ETF Spotlight on the Lattice US Equity Strategy ETF (NYSEArca: ROUS), part of an ongoing series.

Assets: $22.6 million

Objective: The Lattice U.S. Equity Strategy ETF tries to reflect the performance  of the Lattice Risk-Optimized US Large Cap Equity Strategy Index, which select U.S. companies with favorable combinations of diversified risk premium.

Holdings: Top holdings include Best Buy (NYSE: BBY) 1.4%, Kroger Co. (NYSE: KR) 1.4%, Valero Energy Corp (NYSE: VLO) 1.2%, Centene Corp (NYSE: CNC) 1.1% and Marathon Petroleum (NYSE: MPC) 1.1%.

What You Should Know:

  • Lattice Strategies sponsors the ETF.
  • ROUS has a 0.35% expense ratio.
  • The ETF has 312 components and the top ten make up 10.9% of the overall portfolio.
  • Sector allocations include financials 19.2%, information technology 16.1%, consumer discretionary 15.8%, healthcare 12.8%, industrials 10.5%, consumer staples 9.6%, energy 7.8%, utilities 3.9% and telecom services 1.7%.
  • The fund began trading February 25, 2015.
  • ROUS is up 1.9% since its inception.
  • The fund follows a customized, smart-beta index that targets large U.S. stocks but reduces capital concentration in mega-cap multi-national companies.
  • The diminished exposure to large multi-national companies may help ROUS outperform other market-cap-weighted stock funds if the U.S. dollar continues to strengthen since an appreciating USD would weaken profits for companies with overseas revenue streams.
  • Additionally, the ETF emphasizes companies with favorable, diversified risk premia, including valuation, momentum, and quality.
  • Specifically, the index may pick stocks based on the price-to-earnings ratio, price-to-book ratio and standard deviation as a measure of volatility.
  • Component holdings are reconstituted and rebalanced semiannually.

Next page: The latest news

The Latest News:

  • U.S. stocks were off for the third session in a row Wednesday on weaker economic data.
  • The sell-off was triggered on news that orders for durable goods dipped 1.4% in February month-over-month, which suggested that the economy slowed at the start of the year, the Wall Street Journal reports.
  • “The concern about the durable goods orders being down is that the economy is slowing and consumers are spending less,” Greg Peterson, director of investment research at Ballentine Partners, said in the WSJ article.
  • However, some argue that investors shouldn’t put too much stock in the durable goods numbers since the severe winter storms kept consumers from shopping.

Lattice US Equity Strategy ETF

Source: Yahoo! Finance

For past stories in this series, visit our ETF Spotlight category.

Max Chen contributed to this article.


#### Your goal
Please set down the data again exactly, minus the pictures.

——

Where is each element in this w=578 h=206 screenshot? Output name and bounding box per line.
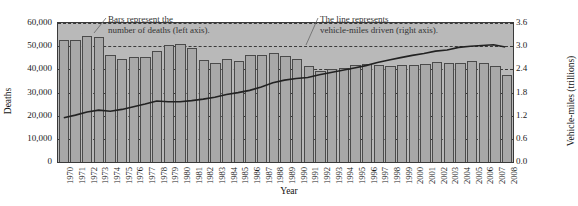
x-axis-tick-label: 2005 (475, 167, 484, 184)
x-axis-tick-label: 1983 (218, 167, 227, 184)
x-axis-tick-label: 1986 (253, 167, 262, 184)
y-axis-right-title: Vehicle-miles (trillions) (566, 36, 576, 166)
x-axis-tick-label: 1982 (206, 167, 215, 184)
x-axis-tick-label: 1974 (113, 167, 122, 184)
line-series (58, 23, 513, 162)
x-axis-tick-label: 2002 (440, 167, 449, 184)
x-axis-tick-label: 1979 (171, 167, 180, 184)
x-axis-tick-label: 2006 (486, 167, 495, 184)
x-axis-tick-label: 2003 (451, 167, 460, 184)
x-axis-tick-label: 2004 (463, 167, 472, 184)
y-axis-right-tick-label: 0.0 (516, 157, 527, 166)
line-annotation-line1: The line represents (320, 14, 438, 25)
y-axis-left-tick-label: 20,000 (27, 111, 52, 120)
y-axis-right-tick-label: 3.6 (516, 18, 527, 27)
y-axis-left-tick-label: 10,000 (27, 134, 52, 143)
y-axis-right-tick-label: 3.0 (516, 41, 527, 50)
x-axis-tick-label: 1985 (241, 167, 250, 184)
plot-area (57, 22, 514, 163)
x-axis-tick-label: 1977 (148, 167, 157, 184)
x-axis-tick-label: 1998 (393, 167, 402, 184)
x-axis-tick-label: 1987 (265, 167, 274, 184)
y-axis-left-tick-label: 0 (48, 157, 53, 166)
y-axis-left-tick-label: 50,000 (27, 41, 52, 50)
x-axis-tick-label: 1970 (66, 167, 75, 184)
x-axis-tick-label: 2007 (498, 167, 507, 184)
x-axis-tick-label: 2001 (428, 167, 437, 184)
x-axis-tick-label: 1975 (125, 167, 134, 184)
x-axis-tick-label: 1971 (78, 167, 87, 184)
x-axis-tick-label: 1993 (335, 167, 344, 184)
bars-annotation: Bars represent the number of deaths (lef… (108, 14, 210, 35)
x-axis-tick-label: 1978 (160, 167, 169, 184)
x-axis-tick-label: 1996 (370, 167, 379, 184)
x-axis-tick-label: 2000 (416, 167, 425, 184)
x-axis-tick-label: 1997 (381, 167, 390, 184)
x-axis-tick-label: 1988 (276, 167, 285, 184)
x-axis-tick-label: 1980 (183, 167, 192, 184)
line-annotation-line2: vehicle-miles driven (right axis). (320, 25, 438, 36)
x-axis-tick-label: 2008 (510, 167, 519, 184)
x-axis-tick-label: 1994 (346, 167, 355, 184)
chart-figure: Deaths Vehicle-miles (trillions) Year 01… (0, 0, 578, 206)
x-axis-title: Year (0, 186, 578, 196)
x-axis-tick-label: 1984 (230, 167, 239, 184)
vehicle-miles-line (64, 45, 505, 118)
x-axis-tick-label: 1972 (90, 167, 99, 184)
bars-annotation-line1: Bars represent the (108, 14, 210, 25)
bars-annotation-line2: number of deaths (left axis). (108, 25, 210, 36)
x-axis-tick-label: 1989 (288, 167, 297, 184)
x-axis-tick-label: 1973 (101, 167, 110, 184)
x-axis-tick-label: 1976 (136, 167, 145, 184)
x-axis-tick-labels: 1970197119721973197419751976197719781979… (57, 164, 514, 186)
y-axis-left-tick-label: 40,000 (27, 64, 52, 73)
y-axis-left-tick-label: 60,000 (27, 18, 52, 27)
y-axis-right-tick-label: 1.8 (516, 88, 527, 97)
x-axis-tick-label: 1991 (311, 167, 320, 184)
line-annotation: The line represents vehicle-miles driven… (320, 14, 438, 35)
y-axis-left-tick-label: 30,000 (27, 88, 52, 97)
y-axis-right-tick-label: 0.6 (516, 134, 527, 143)
x-axis-tick-label: 1981 (195, 167, 204, 184)
y-axis-right-ticks: 0.00.61.21.82.43.03.6 (516, 0, 556, 206)
y-axis-left-ticks: 010,00020,00030,00040,00050,00060,000 (0, 0, 52, 206)
y-axis-right-tick-label: 2.4 (516, 64, 527, 73)
x-axis-tick-label: 1992 (323, 167, 332, 184)
y-axis-right-tick-label: 1.2 (516, 111, 527, 120)
x-axis-tick-label: 1999 (405, 167, 414, 184)
x-axis-tick-label: 1995 (358, 167, 367, 184)
x-axis-tick-label: 1990 (300, 167, 309, 184)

——

#### Task response
Where is each element in this w=578 h=206 screenshot? Output name and bounding box per line.
x-axis-tick-label: 2005 (475, 167, 484, 184)
x-axis-tick-label: 1983 (218, 167, 227, 184)
x-axis-tick-label: 1986 (253, 167, 262, 184)
y-axis-right-title: Vehicle-miles (trillions) (566, 36, 576, 166)
x-axis-tick-label: 1982 (206, 167, 215, 184)
x-axis-tick-label: 1974 (113, 167, 122, 184)
line-series (58, 23, 513, 162)
x-axis-tick-label: 2002 (440, 167, 449, 184)
x-axis-tick-label: 1979 (171, 167, 180, 184)
x-axis-tick-label: 2006 (486, 167, 495, 184)
x-axis-tick-label: 2003 (451, 167, 460, 184)
x-axis-tick-label: 2004 (463, 167, 472, 184)
y-axis-right-tick-label: 0.0 (516, 157, 527, 166)
line-annotation-line1: The line represents (320, 14, 438, 25)
y-axis-left-tick-label: 20,000 (27, 111, 52, 120)
y-axis-right-tick-label: 3.6 (516, 18, 527, 27)
y-axis-left-tick-label: 10,000 (27, 134, 52, 143)
y-axis-right-tick-label: 3.0 (516, 41, 527, 50)
x-axis-tick-label: 1985 (241, 167, 250, 184)
plot-area (57, 22, 514, 163)
x-axis-tick-label: 1977 (148, 167, 157, 184)
x-axis-tick-label: 1998 (393, 167, 402, 184)
x-axis-tick-label: 1987 (265, 167, 274, 184)
y-axis-left-tick-label: 0 (48, 157, 53, 166)
y-axis-left-tick-label: 50,000 (27, 41, 52, 50)
x-axis-tick-label: 1970 (66, 167, 75, 184)
x-axis-tick-label: 2007 (498, 167, 507, 184)
x-axis-tick-label: 2001 (428, 167, 437, 184)
x-axis-tick-label: 1975 (125, 167, 134, 184)
x-axis-tick-label: 1971 (78, 167, 87, 184)
x-axis-tick-label: 1993 (335, 167, 344, 184)
bars-annotation: Bars represent the number of deaths (lef… (108, 14, 210, 35)
x-axis-tick-label: 1978 (160, 167, 169, 184)
x-axis-tick-label: 1996 (370, 167, 379, 184)
x-axis-tick-label: 2000 (416, 167, 425, 184)
x-axis-tick-label: 1997 (381, 167, 390, 184)
x-axis-tick-label: 1988 (276, 167, 285, 184)
x-axis-tick-label: 1980 (183, 167, 192, 184)
line-annotation-line2: vehicle-miles driven (right axis). (320, 25, 438, 36)
x-axis-tick-label: 2008 (510, 167, 519, 184)
x-axis-tick-label: 1994 (346, 167, 355, 184)
chart-figure: Deaths Vehicle-miles (trillions) Year 01… (0, 0, 578, 206)
x-axis-title: Year (0, 186, 578, 196)
x-axis-tick-label: 1984 (230, 167, 239, 184)
vehicle-miles-line (64, 45, 505, 118)
x-axis-tick-label: 1972 (90, 167, 99, 184)
bars-annotation-line1: Bars represent the (108, 14, 210, 25)
bars-annotation-line2: number of deaths (left axis). (108, 25, 210, 36)
x-axis-tick-label: 1989 (288, 167, 297, 184)
x-axis-tick-label: 1973 (101, 167, 110, 184)
x-axis-tick-label: 1976 (136, 167, 145, 184)
x-axis-tick-labels: 1970197119721973197419751976197719781979… (57, 164, 514, 186)
y-axis-left-tick-label: 40,000 (27, 64, 52, 73)
y-axis-left-tick-label: 60,000 (27, 18, 52, 27)
y-axis-right-tick-label: 1.8 (516, 88, 527, 97)
x-axis-tick-label: 1991 (311, 167, 320, 184)
line-annotation: The line represents vehicle-miles driven… (320, 14, 438, 35)
y-axis-left-tick-label: 30,000 (27, 88, 52, 97)
y-axis-right-tick-label: 0.6 (516, 134, 527, 143)
x-axis-tick-label: 1981 (195, 167, 204, 184)
y-axis-right-ticks: 0.00.61.21.82.43.03.6 (516, 0, 556, 206)
y-axis-left-ticks: 010,00020,00030,00040,00050,00060,000 (0, 0, 52, 206)
y-axis-right-tick-label: 2.4 (516, 64, 527, 73)
x-axis-tick-label: 1992 (323, 167, 332, 184)
y-axis-right-tick-label: 1.2 (516, 111, 527, 120)
x-axis-tick-label: 1999 (405, 167, 414, 184)
x-axis-tick-label: 1995 (358, 167, 367, 184)
x-axis-tick-label: 1990 (300, 167, 309, 184)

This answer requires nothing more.